ATHENS (Reuters) – A Greek court has handed a five-year prison sentence to three civilian men who took vigilante action and held 13 migrants and refugees in a trailer, believing they were involved in a 2023 deadly fire in the northeast, legal sources said on Thursday.
The Evros fire, Europe’s deadliest last year which took the lives of at least 20 people, mostly migrants, had spurred anti-immigrant sentiment, according to Greece’s Racist Violence Recording Network (RVRN) made up of NGO groups. The network said attacks by civilian militia groups on migrants were not new in the region.

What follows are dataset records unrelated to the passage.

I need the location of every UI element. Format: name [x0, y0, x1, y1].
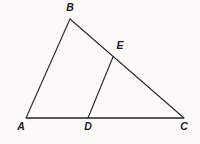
geometry-figure: ABCDE	[0, 0, 200, 144]
vertex-label-a: A	[16, 120, 25, 132]
segments-group	[26, 19, 184, 118]
vertex-label-e: E	[116, 39, 124, 51]
segment-bc	[70, 19, 184, 118]
vertex-label-c: C	[180, 120, 188, 132]
triangle-diagram-svg: ABCDE	[0, 0, 200, 144]
vertex-label-b: B	[66, 1, 74, 13]
vertex-label-d: D	[84, 120, 92, 132]
segment-ab	[26, 19, 70, 118]
segment-de	[88, 57, 113, 118]
vertex-labels-group: ABCDE	[16, 1, 188, 132]
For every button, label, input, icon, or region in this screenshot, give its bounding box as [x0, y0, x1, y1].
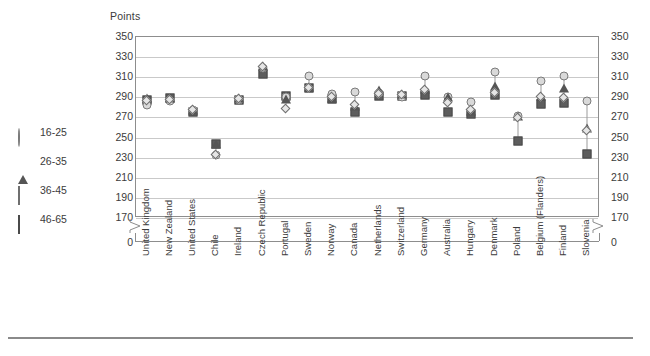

But the court this week said the three men’s motives were not racist, a ruling that lawyers defending the migrants said was a negative development that undermined such attacks in the country.
Charges of attempted arson initially laid against the migrants were dropped after investigating judges this year ruled that the evidence was not enough to back those accusations.
Police had arrested the three men in August 2023 on accusations of kidnapping the 13 undocumented migrants, mainly Syrians and Pakistanis who had crossed the Greek-Turkish border of Evros, in a racially motivated attack, according to court documents.
Those arrests came after a video emerged on social media showing the migrants in a trailer pulled by a jeep. One man was heard saying he had loaded the trailer with “25 pieces” and urged civilians to “round up” migrants he accused of arson.
The court downgraded the earlier charge of kidnapping to one of illegal detention, legal sources said. Greek courts do not publish their rulings immediately.
“It’s obviously a negative development,” said John Patzanakidis, a lawyer representing the migrants. “The number of racist crimes recorded in Greece is just the tip of the iceberg. Only a few of them reach the court and in even fewer, the court recognises a racist motive.”
The three men were given a custodial sentence, in which they do not need to be held physically in jail pending an appeal’s court ruling.
Lawyer Michalis Dimitrakopoulos, representing two of the defendants, said the sentence imposed was austere as the men had detained the migrants on suspicion they were arsonists, to hand them over to police.
Most of those killed in the Evros fires were migrants and refugees crossing over from Turkey and hiding in forests.